Petra accepts the kiss, offering another brush of her hand on his in answer. Her hand finally settles on his chest, "Planning and preparation. The reavers did not do any of our work for us." The Naylands managed to repel the ironborn, "And we will need every advantage we can manage." A turn of her head, to look around the cell, "Perhaps I have, but I have a feeling and a hope that it will never be your blood I clean from the floor." The hand on your chest pushes, more giving impetus than actually doing anything to move you, "Just for that, you can help me carry my chest out."

"I don't bleed," Jac says in a renewed voice of a joker. He grins almost boyishly as he reaches to take the hand on his chest, fingers curling around it even as he allows her to push him back toward the door. "But, there I go… telling all my secrets. Perhaps you are good at being the Lord's inquisitor." He winks before he steps back in a broad step, even as he holds her hand. He drops a kiss to her hand before he releases it. "As you wish, Miss Petra." And he turns so he can squat down to gather up her chest, lifting from his legs as if he expects it will be heavy.

"Is it all stuffing then, with a music box inside? A walking, talking quintain, dressed up to look like a knight?" Her hand tightens just slightly on his, the kiss bringing a light smile, before she moves to help. Only to have the knight take the load all on his own. And it is heavy. Not filled with stones heavy, but substantial. The tools of her trade no doubt, "My Lord has not seen fit to dismiss me from his service just yet. I must be doing something pleasing." She does offer to share the load, though. "Unless you wish for me to double your wages."

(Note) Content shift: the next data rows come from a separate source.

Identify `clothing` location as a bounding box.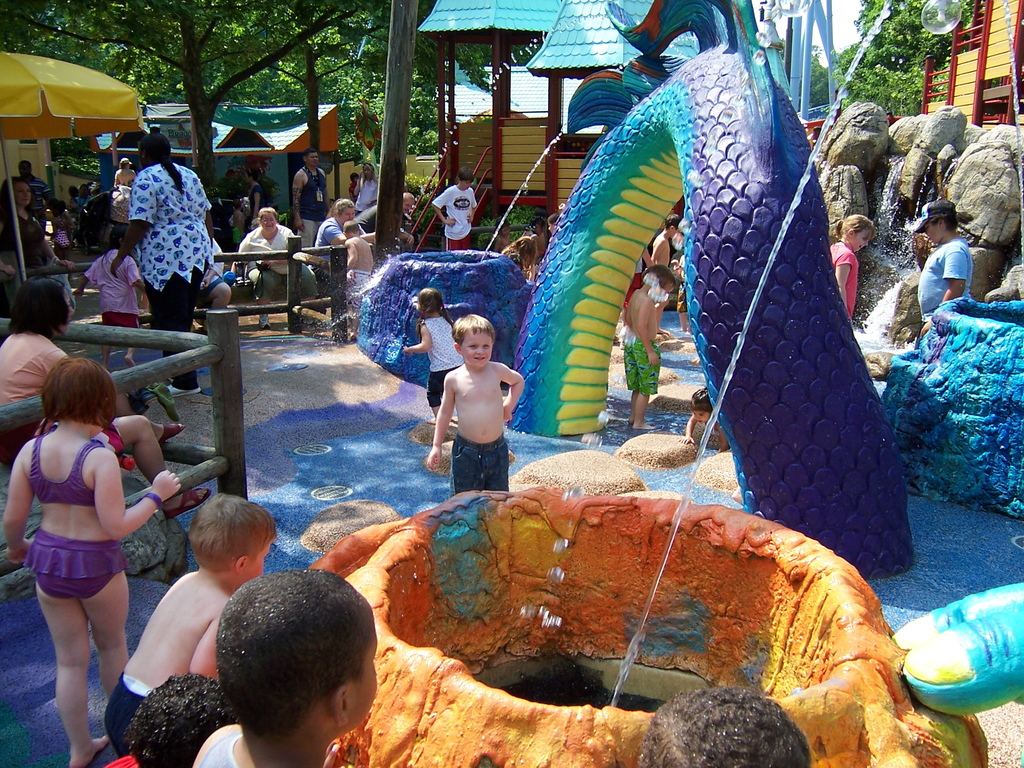
x1=28 y1=434 x2=109 y2=507.
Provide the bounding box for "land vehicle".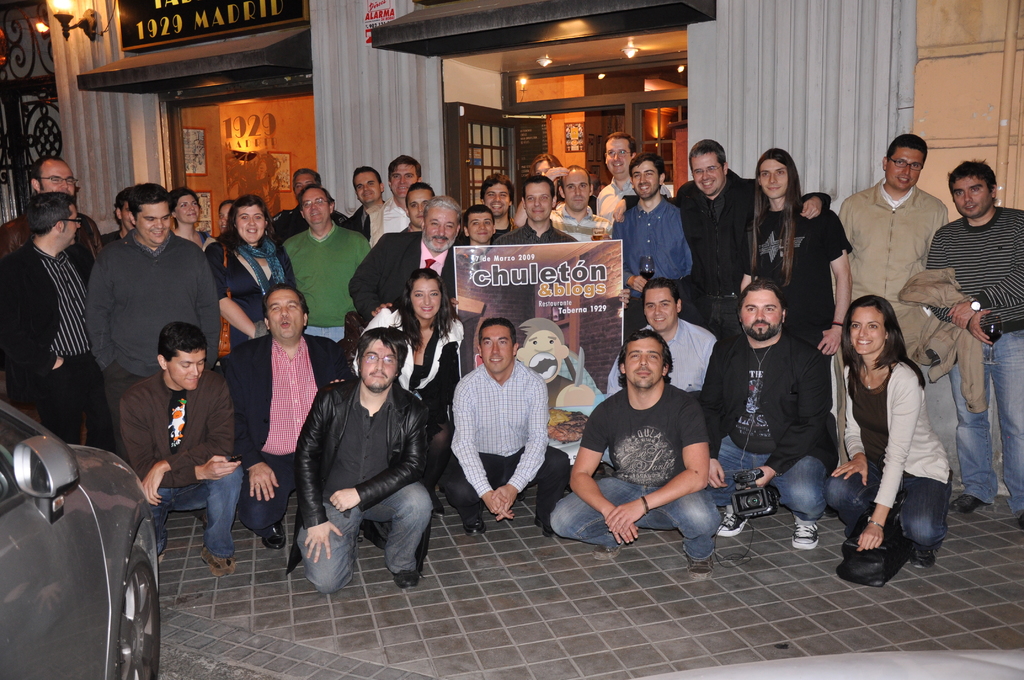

"A very handsome knight," Jac appends to her description. He adjusts the load a bit, giving a slight grunt before he glances down toward the courier with a quirk of a brow. "I will let you help, but you must first promise to join me for dinner." He arches both his brows now, opening his expression with a boyish curiousity. "Thrice. Three dinners." He flexes his shoulders a bit as he holds the weight steadily, though he does not appear to be ready to give up some of its weight until she agrees.

Petra sniffs, as if to say, 'that's what you get' when the man feels the full weight of the chest, "A very egotistical knight." Petra waits, considering the bargain with all the seriousness and weight she usually brings to bear in such cases. "Very well, but you will owe me one more time of aid. Three for three." And she'll take her end, if he relinquishes, "Now stop being difficult. This thing weighs as much as the Good King." And it's a long walk back to her room.

He relinquishes with a kind of content satisfaction. "Three for three," he agrees as he sets down the chest so that they may both carry it more managably. With a smug smile, the knight nods so that they may both carry it onward. If he wasn't already a Songbird, he might be confused for the cat that ate it with that smile. "Lead the way, Miss Petra."

It seems the fulltime courier and parttime inquisitor will all the Captain of the Guard to win this round. Truth be told, there's only so long you can spend in a dank dark cave before you go mad, and even in good company, she's been in the dungeons long enough. Height she uses to her advantage and the carrying goes easily enough, "So long as you promise to keep my secrets." And with that, she starts up the stairs and back towards the keep.

Jac looks up toward her with a serious nod of his head. "I do not tell others' secrets, Petra. They are yours to tell." And he relaxes into an easier smile as if should prying eyes spy the pair coming from the dungeons, there will be no need to whisper.